Flow Measurement: An Inverse Problem Formulation
Jiwei Li, Lingyun Qiu, Zhongjing Wang, Hui Yu
TL;DR
This paper develops a PDE-based framework for flow measurement by casting it as an inverse source problem for the wave equation with data collected on a sparse boundary surface. The forward model uses a moving-particle density $f_t$ driven by a flow via push-forward and solves $(1/c^2)\partial_t^2 U-\Delta U=\lambda(x,t)f_t(x)$ to relate particle motion to acoustic measurements. A well-posed inverse problem is formulated with a gradient-based minimization, its Fréchet derivative given by $D\mathcal{J}(f)=\mathcal{F}^*(\mathcal{F}(f)-U_{data})$, and an adjoint-based time-reversal approach to compute the gradient efficiently. Extensive 2D numerical experiments verify accurate reconstruction of stationary and moving sources, demonstrate robustness to noise, and explore different receiver layouts and source frequencies; comparisons with virtual ADCPs indicate improved accuracy. The approach offers high-resolution, multi-point velocity field estimation in complex flows and provides a flexible framework for simulating measurement scenarios and instrument configurations.
Abstract
This paper proposes a new mathematical formulation for flow measurement based on the inverse source problem for wave equations with partial boundary measurement. Inspired by the design of acoustic Doppler current profilers (ADCPs), we formulate an inverse source problem that can recover the flow field from the observation data on a few boundary receivers. To our knowledge, this is the first mathematical model of flow measurement using partial differential equations. This model is proved well-posed, and the corresponding algorithm is derived to compute the velocity field efficiently. Extensive numerical simulations are performed to demonstrate the accuracy and robustness of our model. Our formulation is capable of simulating a variety of practical measurement scenarios.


__YOUR ASSIGNMENT__. An exact repetition of the data below, without images, is the expected answer.

__DATA PROVIDED__.
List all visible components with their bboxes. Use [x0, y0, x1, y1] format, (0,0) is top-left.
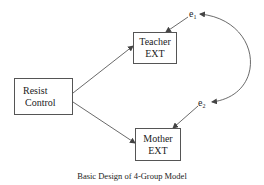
- figure-caption: Basic Design of 4-Group Model: [0, 171, 264, 181]
- error-subscript: 2: [202, 103, 205, 109]
- node-label-line2: Control: [23, 97, 56, 109]
- path-e2-to-mother: [173, 106, 198, 128]
- error-subscript: 1: [193, 14, 196, 20]
- node-label-line2: EXT: [148, 145, 167, 157]
- path-resist-to-teacher: [73, 46, 133, 93]
- node-label-line2: EXT: [145, 48, 164, 60]
- node-mother-ext: Mother EXT: [135, 128, 181, 161]
- covariance-arc-e1-e2: [200, 14, 251, 102]
- node-label-line1: Resist: [23, 85, 47, 97]
- error-term-e2: e2: [198, 98, 205, 111]
- path-resist-to-mother: [73, 102, 135, 143]
- path-e1-to-teacher: [166, 17, 188, 32]
- node-resist-control: Resist Control: [14, 78, 73, 115]
- node-teacher-ext: Teacher EXT: [133, 32, 177, 64]
- node-label-line1: Teacher: [139, 36, 171, 48]
- node-label-line1: Mother: [143, 133, 172, 145]
- error-term-e1: e1: [189, 9, 196, 22]
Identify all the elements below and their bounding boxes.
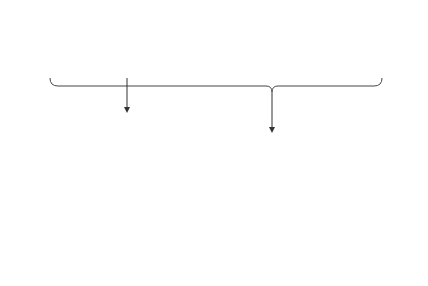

__SOLUTION__.
List all visible components with their bboxes. Use [x0, y0, x1, y1] format, (0,0) is top-left.
- figure-caption: Basic Design of 4-Group Model: [0, 171, 264, 181]
- error-subscript: 2: [202, 103, 205, 109]
- node-label-line2: Control: [23, 97, 56, 109]
- path-e2-to-mother: [173, 106, 198, 128]
- error-subscript: 1: [193, 14, 196, 20]
- node-label-line2: EXT: [148, 145, 167, 157]
- path-resist-to-teacher: [73, 46, 133, 93]
- node-label-line2: EXT: [145, 48, 164, 60]
- node-mother-ext: Mother EXT: [135, 128, 181, 161]
- covariance-arc-e1-e2: [200, 14, 251, 102]
- node-label-line1: Resist: [23, 85, 47, 97]
- error-term-e2: e2: [198, 98, 205, 111]
- path-resist-to-mother: [73, 102, 135, 143]
- path-e1-to-teacher: [166, 17, 188, 32]
- node-resist-control: Resist Control: [14, 78, 73, 115]
- node-teacher-ext: Teacher EXT: [133, 32, 177, 64]
- node-label-line1: Teacher: [139, 36, 171, 48]
- node-label-line1: Mother: [143, 133, 172, 145]
- error-term-e1: e1: [189, 9, 196, 22]
Identify all the elements below and their bounding boxes.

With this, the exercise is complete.